From our April issue: Robert Borosage sees the populist writing on the wall for 2008:
John Edwards is gone, but his populist rhetoric and agenda hold center stage in the Democratic presidential race. The Democratic race has come down to Hillary Clinton and Barack Obama, two relatively cautious moderates, tutored by Citi-group's Robert Rubin and his Wall Street-funded Hamilton Project, who have nonetheless both become unlikely populist scourges as the primary season rolled on. ...
No question that Midwest voters are looking for a populist champion. Ohio suffers what Jesse Jackson termed the "trifecta of devastation." It has lost 200,000 manufacturing jobs since 2000. It never enjoyed the housing boom but is nonetheless the center of the collapse. In January, the Department of Housing and Urban Development sold homes in Cleveland for less than the price of a latte at Starbucks. The state is disfigured by the long-term poverty of its inner cities and rural Appalachian counties. Even John McCain started talking about creating jobs when he got to Ohio. ...
The fall election will be largely framed around two very different, very populist appeals. McCain will revive the Reagan argument -- government is the problem. He'll pledge to cut spending and taxes, and let you keep more of your money. The incompetence and corruption of government over the last eight years helps make his case. And McCain, the "sheriff" against earmarks, is perfectly situated to make this argument.
Against that, Clinton and Obama argue that the reason things are bad is that government has been handed over to the entrenched "corporate interests." Ironically, Hillary has been running to Obama's populist left through most of this campaign. Her appeal was strengthened by the economic record of her husband, but her populist credibility was also undermined by it, inasmuch as the Clinton presidency championed the corporate trade agenda, cut domestic spending dramatically as a percentage of gross domestic product while running up surpluses, pushed financial deregulation, and failed on health-care and labor-law reform.
Can the Dems ride the spirit of populism all the way to the White House? Read the rest and comment here.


*Prompt:* In the data, find the word "title" and copy out every line that has it.

*Items from a figure collection:*
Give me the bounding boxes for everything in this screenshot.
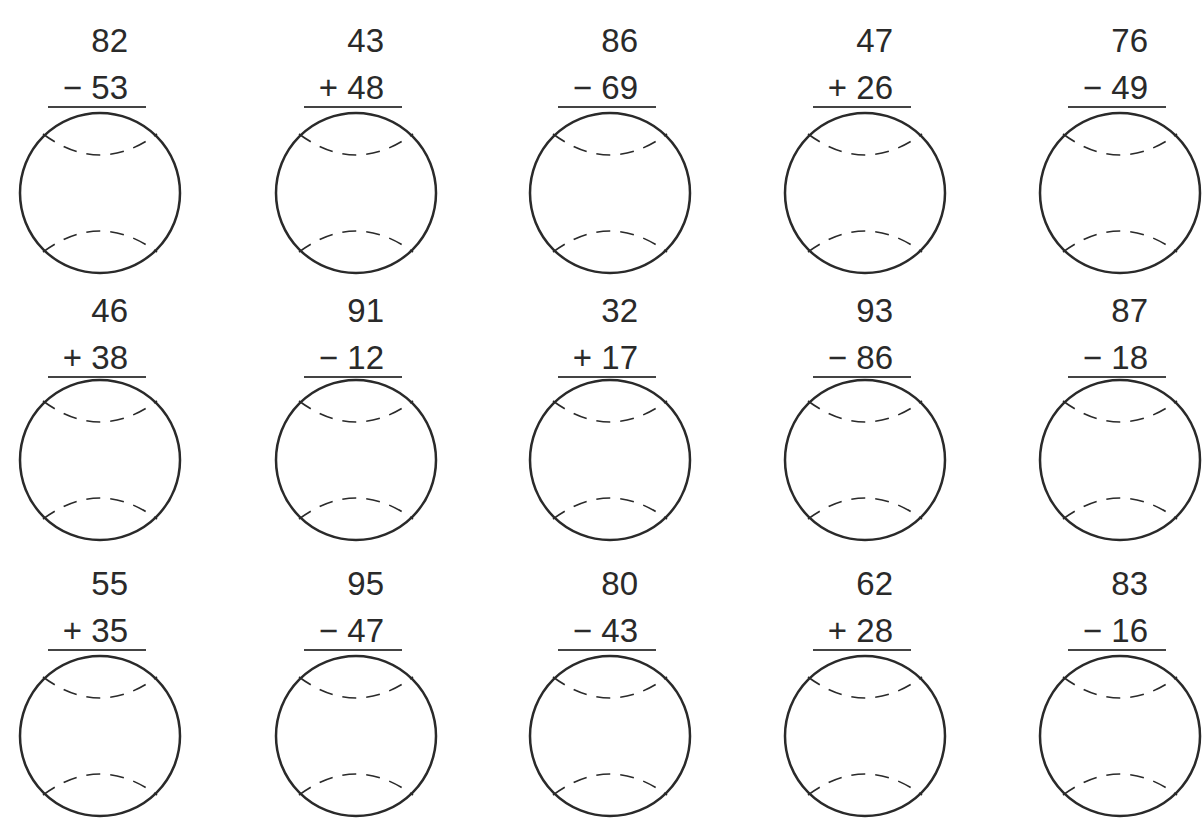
operand-row: + 38 (63, 341, 128, 374)
operator-sign: + (828, 69, 847, 106)
spacer (1102, 612, 1111, 649)
seam-top (553, 677, 667, 698)
operator-sign: − (319, 339, 338, 376)
operator-sign: − (1083, 339, 1102, 376)
seam-bottom (808, 231, 922, 252)
bottom-number: 43 (601, 612, 638, 649)
seam-top (299, 401, 413, 422)
baseball-icon[interactable] (527, 110, 693, 276)
top-number: 93 (856, 294, 893, 327)
answer-line (48, 106, 146, 108)
seam-bottom (299, 231, 413, 252)
top-number: 91 (347, 294, 384, 327)
seam-top (299, 134, 413, 155)
seam-bottom (1063, 498, 1177, 519)
top-number: 55 (91, 567, 128, 600)
spacer (82, 612, 91, 649)
spacer (82, 339, 91, 376)
operator-sign: − (63, 69, 82, 106)
bottom-number: 53 (91, 69, 128, 106)
spacer (592, 612, 601, 649)
spacer (1102, 69, 1111, 106)
seam-bottom (1063, 774, 1177, 795)
bottom-number: 86 (856, 339, 893, 376)
operand-row: − 12 (319, 341, 384, 374)
baseball-icon[interactable] (782, 377, 948, 543)
seam-top (43, 677, 157, 698)
top-number: 47 (856, 24, 893, 57)
operator-sign: + (63, 339, 82, 376)
answer-line (1068, 649, 1166, 651)
operator-sign: − (1083, 612, 1102, 649)
top-number: 62 (856, 567, 893, 600)
seam-top (808, 401, 922, 422)
top-number: 80 (601, 567, 638, 600)
answer-line (1068, 106, 1166, 108)
seam-top (553, 134, 667, 155)
baseball-icon[interactable] (273, 377, 439, 543)
baseball-icon[interactable] (1037, 110, 1203, 276)
seam-bottom (553, 498, 667, 519)
operand-row: + 28 (828, 614, 893, 647)
bottom-number: 28 (856, 612, 893, 649)
operand-row: + 26 (828, 71, 893, 104)
seam-bottom (299, 774, 413, 795)
bottom-number: 35 (91, 612, 128, 649)
bottom-number: 16 (1111, 612, 1148, 649)
spacer (847, 69, 856, 106)
baseball-icon[interactable] (1037, 377, 1203, 543)
baseball-icon[interactable] (273, 110, 439, 276)
seam-bottom (553, 774, 667, 795)
baseball-icon[interactable] (782, 110, 948, 276)
seam-top (299, 677, 413, 698)
seam-top (43, 134, 157, 155)
seam-bottom (43, 774, 157, 795)
seam-top (1063, 134, 1177, 155)
seam-bottom (808, 498, 922, 519)
bottom-number: 69 (601, 69, 638, 106)
seam-top (1063, 677, 1177, 698)
bottom-number: 49 (1111, 69, 1148, 106)
operand-row: + 35 (63, 614, 128, 647)
seam-top (553, 401, 667, 422)
baseball-icon[interactable] (527, 653, 693, 819)
answer-line (304, 106, 402, 108)
operator-sign: + (63, 612, 82, 649)
operator-sign: − (573, 612, 592, 649)
seam-top (43, 401, 157, 422)
baseball-icon[interactable] (782, 653, 948, 819)
top-number: 87 (1111, 294, 1148, 327)
seam-bottom (299, 498, 413, 519)
answer-line (48, 649, 146, 651)
operand-row: − 69 (573, 71, 638, 104)
operator-sign: − (319, 612, 338, 649)
answer-line (558, 649, 656, 651)
baseball-icon[interactable] (17, 377, 183, 543)
baseball-icon[interactable] (17, 110, 183, 276)
seam-bottom (553, 231, 667, 252)
spacer (338, 69, 347, 106)
baseball-icon[interactable] (1037, 653, 1203, 819)
seam-bottom (43, 498, 157, 519)
operator-sign: + (319, 69, 338, 106)
operator-sign: + (573, 339, 592, 376)
operand-row: + 48 (319, 71, 384, 104)
top-number: 95 (347, 567, 384, 600)
seam-bottom (808, 774, 922, 795)
top-number: 82 (91, 24, 128, 57)
bottom-number: 47 (347, 612, 384, 649)
seam-top (1063, 401, 1177, 422)
top-number: 76 (1111, 24, 1148, 57)
baseball-icon[interactable] (273, 653, 439, 819)
bottom-number: 12 (347, 339, 384, 376)
operator-sign: + (828, 612, 847, 649)
baseball-icon[interactable] (527, 377, 693, 543)
seam-top (808, 134, 922, 155)
seam-bottom (1063, 231, 1177, 252)
seam-bottom (43, 231, 157, 252)
bottom-number: 18 (1111, 339, 1148, 376)
answer-line (558, 106, 656, 108)
operand-row: − 43 (573, 614, 638, 647)
spacer (592, 339, 601, 376)
baseball-icon[interactable] (17, 653, 183, 819)
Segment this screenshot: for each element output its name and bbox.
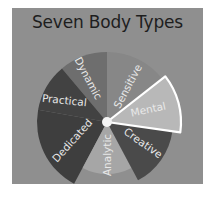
body-types-wheel: Sensitive Dynamic Practical Dedicated An… [0, 0, 214, 216]
center-hub [102, 117, 112, 127]
label-analytic: Analytic [101, 134, 113, 176]
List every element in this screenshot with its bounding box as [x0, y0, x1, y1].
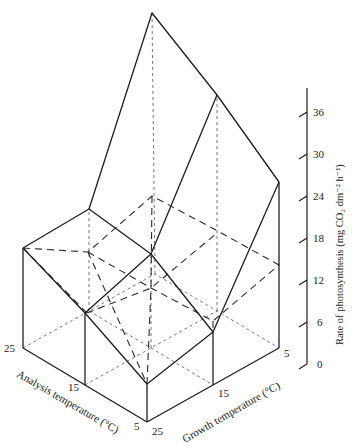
photosynthesis-3d-chart: 0 6 12 18 24 30 36 Rate of photosynthesi…: [0, 0, 355, 448]
analysis-tick-5: 5: [134, 420, 140, 432]
rate-axis: 0 6 12 18 24 30 36 Rate of photosynthesi…: [299, 88, 346, 370]
analysis-axis: 25 15 5 Analysis temperature (°C): [4, 342, 140, 437]
floor-guides: [23, 13, 279, 385]
growth-axis: 25 15 5 Growth temperature (°C): [152, 347, 290, 446]
analysis-tick-15: 15: [68, 381, 80, 393]
z-tick-36: 36: [313, 106, 325, 118]
dashed-surface: [23, 196, 279, 384]
z-tick-12: 12: [313, 274, 324, 286]
z-tick-18: 18: [313, 232, 325, 244]
analysis-axis-title: Analysis temperature (°C): [15, 367, 122, 436]
z-tick-24: 24: [313, 190, 325, 202]
growth-tick-15: 15: [218, 387, 230, 399]
chart-svg: 0 6 12 18 24 30 36 Rate of photosynthesi…: [0, 0, 355, 448]
analysis-tick-25: 25: [4, 342, 16, 354]
z-tick-6: 6: [317, 316, 323, 328]
growth-tick-25: 25: [152, 425, 164, 437]
z-axis-title: Rate of photosynthesis (mg CO₂ dm⁻² h⁻¹): [334, 164, 346, 345]
growth-tick-5: 5: [284, 347, 290, 359]
z-tick-0: 0: [317, 358, 323, 370]
solid-surface: [23, 13, 279, 422]
z-tick-30: 30: [313, 148, 325, 160]
growth-axis-title: Growth temperature (°C): [180, 379, 283, 446]
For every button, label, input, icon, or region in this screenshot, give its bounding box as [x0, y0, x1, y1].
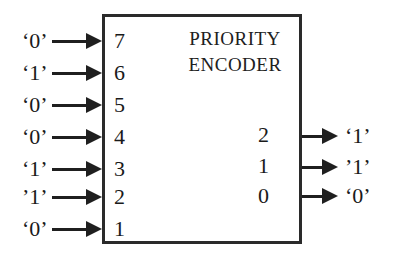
output-pin-label-1: 1	[258, 155, 269, 177]
input-pin-label-1: 1	[114, 218, 125, 240]
input-pin-label-3: 3	[114, 158, 125, 180]
input-arrow-shaft-2	[52, 196, 88, 199]
output-value-0: ‘0’	[345, 185, 371, 207]
block-title-line-1: PRIORITY	[170, 26, 300, 52]
output-value-2: ‘1’	[345, 125, 371, 147]
input-pin-label-4: 4	[114, 126, 125, 148]
output-pin-label-0: 0	[258, 185, 269, 207]
input-arrow-shaft-1	[52, 228, 88, 231]
output-arrow-shaft-0	[302, 195, 324, 198]
input-arrow-shaft-3	[52, 168, 88, 171]
input-arrow-head-7	[86, 33, 102, 49]
input-pin-label-7: 7	[114, 30, 125, 52]
input-pin-label-2: 2	[114, 186, 125, 208]
input-arrow-head-6	[86, 65, 102, 81]
output-pin-label-2: 2	[258, 124, 269, 146]
block-title-line-2: ENCODER	[170, 52, 300, 78]
input-arrow-shaft-5	[52, 104, 88, 107]
input-arrow-head-2	[86, 189, 102, 205]
output-arrow-shaft-2	[302, 135, 324, 138]
output-arrow-head-0	[322, 188, 338, 204]
input-pin-label-6: 6	[114, 62, 125, 84]
input-pin-label-5: 5	[114, 94, 125, 116]
input-arrow-shaft-4	[52, 136, 88, 139]
input-arrow-head-1	[86, 221, 102, 237]
output-value-1: ’1’	[345, 156, 371, 178]
input-arrow-shaft-6	[52, 72, 88, 75]
block-title: PRIORITY ENCODER	[170, 26, 300, 78]
input-arrow-head-5	[86, 97, 102, 113]
output-arrow-head-2	[322, 128, 338, 144]
input-arrow-shaft-7	[52, 40, 88, 43]
output-arrow-shaft-1	[302, 166, 324, 169]
diagram-canvas: PRIORITY ENCODER ‘0’ 7 ‘1’ 6 ‘0’ 5 ‘0’ 4…	[0, 0, 399, 262]
output-arrow-head-1	[322, 159, 338, 175]
input-arrow-head-3	[86, 161, 102, 177]
input-arrow-head-4	[86, 129, 102, 145]
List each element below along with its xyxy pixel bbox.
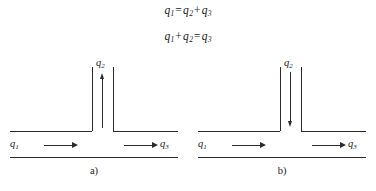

*Solution for this task:*
analysis-axis-title: Analysis temperature (°C): [15, 367, 122, 436]
z-axis-title: Rate of photosynthesis (mg CO₂ dm⁻² h⁻¹): [334, 164, 346, 345]
growth-axis-title: Growth temperature (°C): [180, 379, 283, 446]
block-title-line-1: PRIORITY	[170, 26, 300, 52]
block-title-line-2: ENCODER	[170, 52, 300, 78]
block-title: PRIORITY ENCODER	[170, 26, 300, 78]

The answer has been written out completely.